Alaska Science Forum
June 5, 2003Article #1649
by Ned Rozell
This column is provided as a public service by the Geophysical Institute, University of Alaska Fairbanks, in cooperation with the UAF research community. Ned Rozell is a science writer at the institute.
In Barrow,
Poker Flat, Denali National Park, Trapper Creek, and Homer, pollution sensors
are now absorbing PCBs, dioxins, pesticide residue, and other nasty migrants
to the north.
Ted Wu drives and flies a traverse from north to south in Alaska to string
out passive air samplers that capture unwanted visitors to the state. His
goal is to see what persistent organic pollutants have hitchhiked north
on air currents and have settled in the cells of people, seals, salmon,
plants, and other northern life forms. Wu is an environmental toxicologist
and a doctoral student at the University of Alaska Fairbanks’ Geophysical
Institute and the UAF department of chemistry and biochemistry.
Toxins from all over the globe reach the north. Chemicals released in other
parts of the world travel on air currents in warm weather, then fall out
with rain or snow as they cool. After the compounds reach the ground, warm
weather can again liberate them into the air, where they continue their
journey north.
Because DDT and other unsavory compounds survive in the environment for
decades, the toxins can move thousands of miles. A few recent examples are
the pesticide lindane that researchers found in the bark of Denali Park
trees about 10 years ago, and the DDT and PCBs other scientists found in
the fat of salmon returning to the Copper River. Other researchers discovered
dioxins in the breast milk of women from Nunavut in Canada’s Arctic.

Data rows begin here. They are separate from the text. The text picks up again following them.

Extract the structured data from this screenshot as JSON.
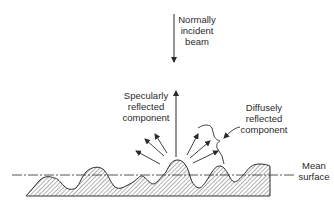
{
  "figure": {
    "labels": {
      "incident": [
        "Normally",
        "incident",
        "beam"
      ],
      "specular": [
        "Specularly",
        "reflected",
        "component"
      ],
      "diffuse": [
        "Diffusely",
        "reflected",
        "component"
      ],
      "mean_surface": [
        "Mean",
        "surface"
      ]
    },
    "colors": {
      "ink": "#2a2a2a",
      "hatch": "#555555",
      "background": "#ffffff"
    }
  }
}
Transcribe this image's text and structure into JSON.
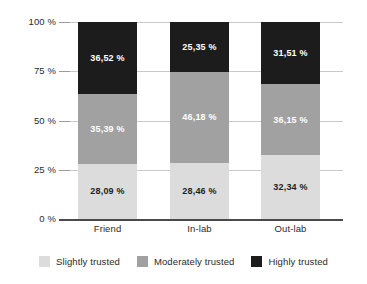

Dioxins are large molecules created by burning plastics and other things
containing chlorine. A researcher once speculated on how dioxins could have
reached Nunavut after tracking the pollutant with a computer model. After
riding air currents northward from a smokestack of an Indiana factory, dioxins
dropped with snowflakes into Hudson Bay, where, algae absorbed the dioxins.
A fish ate the algae; a bearded seal ate the fish, and dioxins built up
in the animal's fatty tissue. The woman in Nunavut ate the seal meat, and
her body transferred the dioxins to the fatty molecules of her breast milk.
Wu came to Alaska from Texas Tech and was awarded an Environmental Protection
Agency fellowship because he wanted to study the migration of dioxins and
other persistent organic pollutants to the Arctic. His previous study was
far from the Arctic: he checked crocodile eggs in Belize for the presence
of pollutants. In Fairbanks, he has designed air samplers made of new paint
cans into which he strings a three-foot section of film with a fatty substance
inside. The film is the size of that in a 35-millimeter camera; it absorbs
pollutants, which leach through the outer membrane and collect in fat.
Wu will leave the air samplers out across the state for about four months
this summer. In September, he will collect the fatty films from across the
state, process them, and then identify the persistent organic pollutants
that have settled from Barrow to Homer.
Photo: Ted Wu, an environmental toxicologist studying at the University of Alaska Fairbanks, hangs a device to capture pollutants in Alaska air at Poker Flat Research Range north of Fairbanks. Ned Rozell photo.